As usual in this field, it appears the researchers have rigged the game by assuming a more homogeneous and thus more easily optimized world than XML actually supports. They only support Latin-1, and it looks probable that they aren't performing all the checks an XML parser is required to perform on characters. They also make the common mistake of encoding numbers as binary for speed. It's possible to make this work fast for one platform, but every optimization you perform for that platform exacts a comparable slowdown on other platforms with incompatible binary numeric formats.

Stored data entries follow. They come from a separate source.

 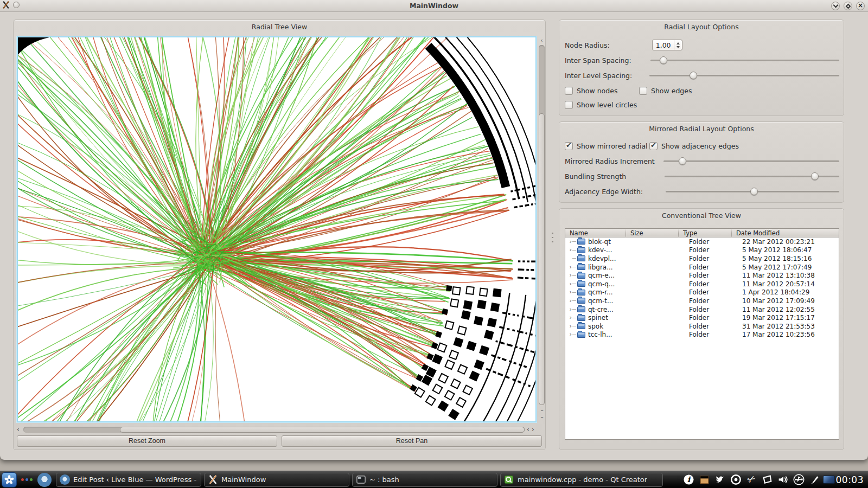 What do you see at coordinates (702, 318) in the screenshot?
I see `tree-row: ›spinetFolder19 Mar 2012 17:15:17` at bounding box center [702, 318].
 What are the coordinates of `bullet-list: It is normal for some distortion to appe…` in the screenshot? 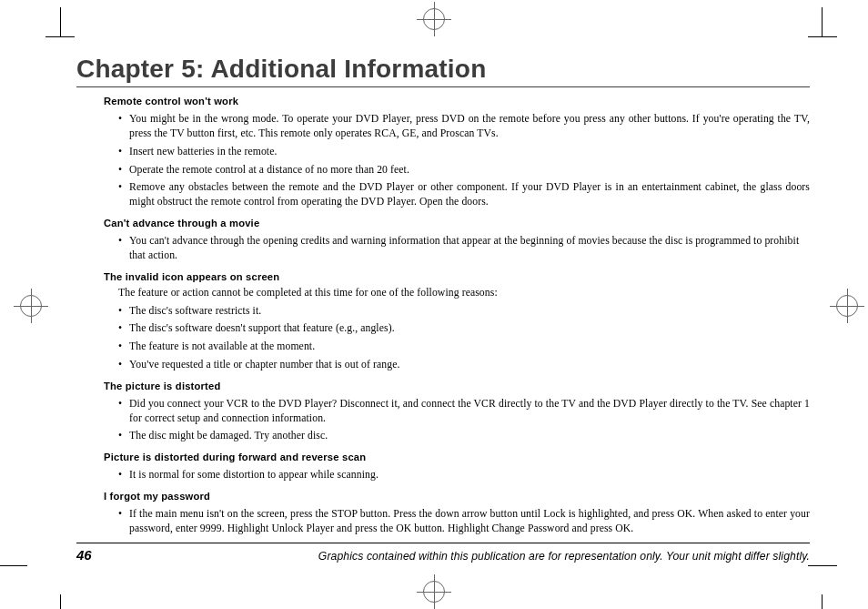 It's located at (443, 475).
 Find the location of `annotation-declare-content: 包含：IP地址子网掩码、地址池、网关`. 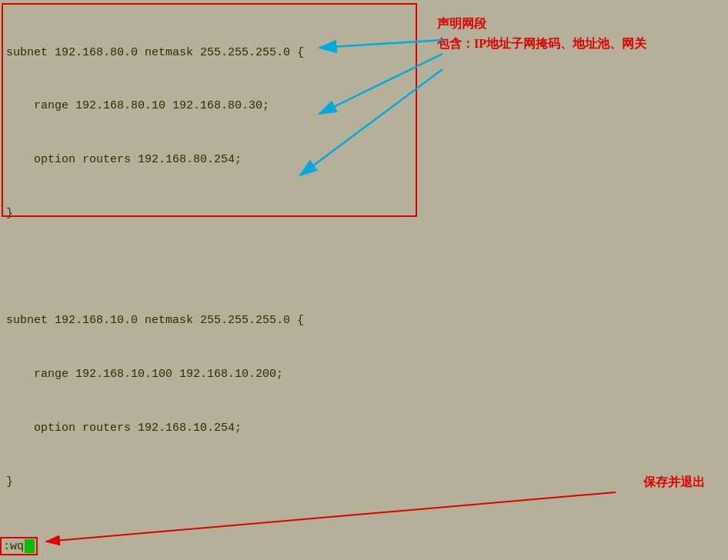

annotation-declare-content: 包含：IP地址子网掩码、地址池、网关 is located at coordinates (542, 44).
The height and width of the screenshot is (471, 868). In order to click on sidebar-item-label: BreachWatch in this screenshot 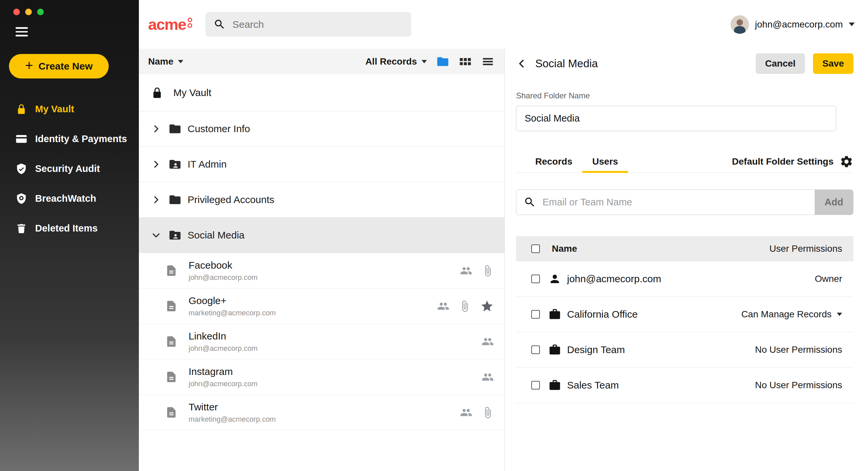, I will do `click(65, 199)`.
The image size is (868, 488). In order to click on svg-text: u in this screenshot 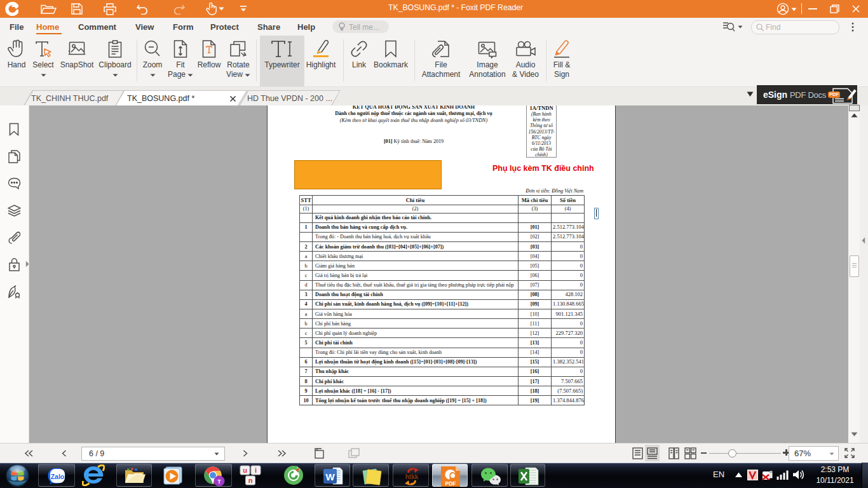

One thing I'm beginning to think is necessary in this field is a large collection of standard test cases that use the full panoply of XML: DTDs, entity references, CDATA sections, attributes, elements, narrative content, record-like data, recursive data, namespaces, multiple encodings, and more. This benchmark set would be useful not just for testing binary formats, but also for testing parser performance. All too often benchmarks in this field are based on just one or two documents. It's rare to see benchmarks that cover a broad and deep enough collection of documents to justify themselves.